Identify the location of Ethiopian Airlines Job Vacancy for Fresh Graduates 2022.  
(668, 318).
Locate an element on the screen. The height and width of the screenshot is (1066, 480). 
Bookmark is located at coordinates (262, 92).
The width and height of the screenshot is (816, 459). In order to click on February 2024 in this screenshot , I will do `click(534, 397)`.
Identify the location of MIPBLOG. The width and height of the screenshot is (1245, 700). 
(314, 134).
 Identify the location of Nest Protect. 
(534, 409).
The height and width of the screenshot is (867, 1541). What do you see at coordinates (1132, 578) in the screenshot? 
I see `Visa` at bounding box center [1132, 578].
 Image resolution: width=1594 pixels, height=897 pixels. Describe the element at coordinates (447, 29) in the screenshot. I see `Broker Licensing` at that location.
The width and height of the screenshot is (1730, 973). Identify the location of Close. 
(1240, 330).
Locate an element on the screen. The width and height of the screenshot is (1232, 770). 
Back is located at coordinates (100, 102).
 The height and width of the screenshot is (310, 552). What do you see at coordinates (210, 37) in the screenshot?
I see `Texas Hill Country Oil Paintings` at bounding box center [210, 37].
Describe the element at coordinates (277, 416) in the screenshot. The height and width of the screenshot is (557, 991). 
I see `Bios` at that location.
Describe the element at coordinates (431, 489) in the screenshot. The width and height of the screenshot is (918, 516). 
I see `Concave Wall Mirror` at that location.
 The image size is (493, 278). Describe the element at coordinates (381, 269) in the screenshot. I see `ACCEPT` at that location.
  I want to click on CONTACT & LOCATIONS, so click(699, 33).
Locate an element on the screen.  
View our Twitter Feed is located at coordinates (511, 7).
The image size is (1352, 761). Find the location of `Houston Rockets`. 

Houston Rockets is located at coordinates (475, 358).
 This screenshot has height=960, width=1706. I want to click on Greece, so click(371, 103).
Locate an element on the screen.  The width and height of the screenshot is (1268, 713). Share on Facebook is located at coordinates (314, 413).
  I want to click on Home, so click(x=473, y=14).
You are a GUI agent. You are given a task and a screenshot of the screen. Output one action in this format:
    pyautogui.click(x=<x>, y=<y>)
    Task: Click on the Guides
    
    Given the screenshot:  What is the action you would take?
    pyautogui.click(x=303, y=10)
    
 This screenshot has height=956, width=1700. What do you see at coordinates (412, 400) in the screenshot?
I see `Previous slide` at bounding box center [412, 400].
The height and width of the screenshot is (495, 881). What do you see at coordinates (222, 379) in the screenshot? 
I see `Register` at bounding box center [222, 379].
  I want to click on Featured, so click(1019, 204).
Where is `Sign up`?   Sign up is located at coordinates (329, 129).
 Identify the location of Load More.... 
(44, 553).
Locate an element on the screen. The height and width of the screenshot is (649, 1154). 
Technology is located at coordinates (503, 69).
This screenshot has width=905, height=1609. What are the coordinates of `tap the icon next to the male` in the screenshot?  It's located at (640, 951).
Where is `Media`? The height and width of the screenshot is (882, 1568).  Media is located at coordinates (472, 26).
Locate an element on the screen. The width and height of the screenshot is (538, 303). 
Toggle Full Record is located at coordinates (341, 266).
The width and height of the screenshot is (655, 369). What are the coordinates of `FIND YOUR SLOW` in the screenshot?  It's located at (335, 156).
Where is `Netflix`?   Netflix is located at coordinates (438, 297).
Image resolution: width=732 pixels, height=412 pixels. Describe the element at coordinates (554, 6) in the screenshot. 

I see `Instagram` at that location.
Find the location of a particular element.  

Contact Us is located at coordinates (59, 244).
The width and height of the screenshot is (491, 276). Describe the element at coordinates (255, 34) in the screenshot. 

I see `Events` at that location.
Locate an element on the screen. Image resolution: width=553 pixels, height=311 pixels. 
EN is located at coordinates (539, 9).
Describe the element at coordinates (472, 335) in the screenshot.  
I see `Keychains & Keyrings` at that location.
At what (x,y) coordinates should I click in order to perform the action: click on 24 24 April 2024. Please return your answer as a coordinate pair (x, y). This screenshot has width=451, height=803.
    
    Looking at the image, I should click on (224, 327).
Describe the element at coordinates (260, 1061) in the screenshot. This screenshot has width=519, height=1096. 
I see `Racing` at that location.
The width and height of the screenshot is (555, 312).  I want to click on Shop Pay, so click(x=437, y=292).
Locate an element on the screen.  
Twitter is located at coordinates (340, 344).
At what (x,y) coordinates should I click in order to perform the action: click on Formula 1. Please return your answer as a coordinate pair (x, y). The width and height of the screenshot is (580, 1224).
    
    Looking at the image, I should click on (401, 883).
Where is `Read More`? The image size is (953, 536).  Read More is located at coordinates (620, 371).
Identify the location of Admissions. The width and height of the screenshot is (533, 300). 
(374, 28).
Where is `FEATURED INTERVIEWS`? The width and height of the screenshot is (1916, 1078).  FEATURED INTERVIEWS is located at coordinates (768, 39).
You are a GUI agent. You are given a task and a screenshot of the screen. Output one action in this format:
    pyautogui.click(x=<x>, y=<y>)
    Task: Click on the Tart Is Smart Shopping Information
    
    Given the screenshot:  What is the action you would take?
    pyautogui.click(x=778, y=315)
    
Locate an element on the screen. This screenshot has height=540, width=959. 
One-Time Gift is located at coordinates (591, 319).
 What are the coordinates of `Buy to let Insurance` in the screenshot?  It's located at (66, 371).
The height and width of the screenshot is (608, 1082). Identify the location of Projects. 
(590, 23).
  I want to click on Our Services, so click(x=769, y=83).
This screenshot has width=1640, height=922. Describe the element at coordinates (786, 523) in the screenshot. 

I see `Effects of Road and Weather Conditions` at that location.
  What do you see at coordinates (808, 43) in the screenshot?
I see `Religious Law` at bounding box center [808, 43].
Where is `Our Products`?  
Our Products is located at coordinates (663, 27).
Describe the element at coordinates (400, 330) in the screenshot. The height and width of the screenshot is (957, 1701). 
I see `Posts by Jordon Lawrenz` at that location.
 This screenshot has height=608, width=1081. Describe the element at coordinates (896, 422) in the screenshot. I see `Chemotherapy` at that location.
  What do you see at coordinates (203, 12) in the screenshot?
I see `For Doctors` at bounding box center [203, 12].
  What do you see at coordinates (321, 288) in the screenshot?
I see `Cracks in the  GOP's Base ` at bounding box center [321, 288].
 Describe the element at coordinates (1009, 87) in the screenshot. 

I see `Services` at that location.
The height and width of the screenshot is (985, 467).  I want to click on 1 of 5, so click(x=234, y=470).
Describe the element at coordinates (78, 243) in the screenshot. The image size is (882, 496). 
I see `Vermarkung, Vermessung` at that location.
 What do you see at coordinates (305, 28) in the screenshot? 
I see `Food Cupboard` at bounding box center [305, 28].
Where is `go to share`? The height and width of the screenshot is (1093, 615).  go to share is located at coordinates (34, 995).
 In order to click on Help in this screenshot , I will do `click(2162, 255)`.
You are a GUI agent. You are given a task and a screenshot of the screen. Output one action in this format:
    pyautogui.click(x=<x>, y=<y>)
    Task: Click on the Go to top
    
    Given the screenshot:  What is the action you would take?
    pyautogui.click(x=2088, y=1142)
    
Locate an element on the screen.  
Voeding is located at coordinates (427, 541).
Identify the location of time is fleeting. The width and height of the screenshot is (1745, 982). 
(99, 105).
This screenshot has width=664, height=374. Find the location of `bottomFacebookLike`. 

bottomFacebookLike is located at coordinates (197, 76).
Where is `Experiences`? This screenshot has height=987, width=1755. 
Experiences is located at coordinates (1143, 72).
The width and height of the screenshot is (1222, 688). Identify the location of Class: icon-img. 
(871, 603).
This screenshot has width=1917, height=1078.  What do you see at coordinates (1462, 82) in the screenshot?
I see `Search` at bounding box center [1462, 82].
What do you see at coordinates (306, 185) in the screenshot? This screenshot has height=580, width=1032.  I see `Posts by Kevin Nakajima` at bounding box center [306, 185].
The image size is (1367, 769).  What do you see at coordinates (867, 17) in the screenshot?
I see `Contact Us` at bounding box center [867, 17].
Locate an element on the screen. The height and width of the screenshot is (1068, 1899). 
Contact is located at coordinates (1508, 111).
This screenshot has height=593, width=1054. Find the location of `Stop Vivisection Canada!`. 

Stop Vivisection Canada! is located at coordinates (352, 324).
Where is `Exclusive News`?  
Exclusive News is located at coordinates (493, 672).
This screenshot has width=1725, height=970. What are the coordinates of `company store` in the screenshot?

==================================================

◆ **Your assignment**:
Here the answer is the exact run of lines above, from the line with "This screenshot has width=1917, height=1078." down to the last, and nothing else.

◆ **Answer area**:
This screenshot has width=1917, height=1078.  What do you see at coordinates (1462, 82) in the screenshot?
I see `Search` at bounding box center [1462, 82].
What do you see at coordinates (306, 185) in the screenshot? This screenshot has height=580, width=1032.  I see `Posts by Kevin Nakajima` at bounding box center [306, 185].
The image size is (1367, 769).  What do you see at coordinates (867, 17) in the screenshot?
I see `Contact Us` at bounding box center [867, 17].
Locate an element on the screen. The height and width of the screenshot is (1068, 1899). 
Contact is located at coordinates (1508, 111).
This screenshot has height=593, width=1054. Find the location of `Stop Vivisection Canada!`. 

Stop Vivisection Canada! is located at coordinates (352, 324).
Where is `Exclusive News`?  
Exclusive News is located at coordinates (493, 672).
This screenshot has width=1725, height=970. What are the coordinates of `company store` in the screenshot?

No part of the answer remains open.